There’s widely divergent opinions among the experts regarding what would happen if Germany and other creditworthy economies like the Netherlands were to exit the eurozone to set up a new currency. The current issue of the Economist succinctly summarizes these differing points of view.
The dilemma for Germany, says David Marsh, an historian of the euro, is that there is now an agonising trade-off between being European and achieving the country’s cherished goal of economic and monetary stability. Even so, he does not expect Germany to break away. Its political class remains resolutely pro-European. The ruling CDU party is proud of its heritage as a European party; the opposition parties favour solutions like Eurobonds. More to the point, policymakers who have repeatedly bailed out Greece (2.5% of euro-zone GDP) for fear of the consequences of default will surely be petrified of the impact of a wider break-up.
Barry Eichengreen, a monetary historian at the University of California, Berkeley, says that the economic costs of disintegration would be catastrophic for Europe and beyond. In the case of Greece, he fears the result would be a 1930s-style Depression brought about in particular by the collapse of the financial system. If Germany were to leave, its export-based manufacturing economy would take a body blow as the new currency soared. Other costs are incalculable because much would depend on responses that cannot readily be modelled: a Greek exit, say, could spark bank runs in other peripheral countries.
Not everyone accepts these dire warnings. Daniel Gros of CEPS, a think-tank in Belgium, thinks that the impact on other vulnerable countries of a Greek exit could be contained as long as European leaders made clear that they would be protected. Charles Calomiris of Columbia Business School argues that Greece could ultimately benefit by leaving because it would bring about both the harsh default needed to restore debt sustainability and the big devaluation needed to restore the country’s competitiveness. As for Germany, it has a knack of coping with a high exchange rate.
In the Economist’s opinion,
Fear of the consequences of break-up is the strongest reason why fiscal union seems a more probable outcome than a fragmentation of the euro. But Europe’s institutional and political capacity to take bold decisions in a crisis is feeble. That is why the immediate focus of debate is on how to gear up the EFSF [European Financial Stability Fund] so that even with its limited resources it could do more.
What should be done with the EFSF?
The facility should be turned into a bank, say Mr Gros and Thomas Mayer of Deutsche Bank. It could then do a lot more by borrowing from the ECB to finance its activities. An alternative suggestion, from Mr Wyplosz, is that the ECB issues guarantees for sovereign bondholders. These warranties would be partial, but they would put a floor on potential losses. Another option is for the EFSF to offer investors protection against a first loss on bonds, and for the ECB to provide those investors with cheap, non-recourse loans. Euro-zone leaders decry the financial engineering that sparked the banking crisis. They are coming to appreciate its merits.
For additional information
David Marsh
The Euro: The Battle for the New Global Currency
Why the ECB Must Show Collective Leadership
Germany Forced to Make a Choice: Us or Them?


Task:
A faithful copy of every entry is the goal; keep the images out of it.

━━━━━━━━

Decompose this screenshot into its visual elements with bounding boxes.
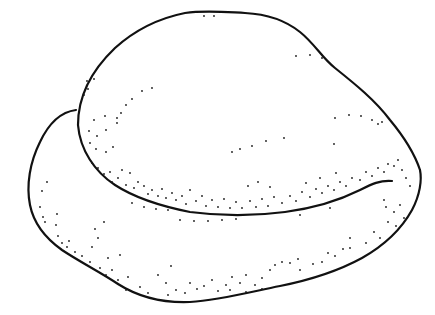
stipple-dots	[39, 15, 411, 296]
illustration-canvas	[0, 0, 435, 315]
crease-outline	[78, 125, 392, 215]
lower-lobe-outline	[28, 110, 420, 302]
stippled-drawing	[0, 0, 435, 315]
upper-lobe-outline	[78, 11, 420, 170]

━━━━━━━━

Exercise output:
Decompose this screenshot into its visual elements with bounding boxes.
stipple-dots	[39, 15, 411, 296]
illustration-canvas	[0, 0, 435, 315]
crease-outline	[78, 125, 392, 215]
lower-lobe-outline	[28, 110, 420, 302]
stippled-drawing	[0, 0, 435, 315]
upper-lobe-outline	[78, 11, 420, 170]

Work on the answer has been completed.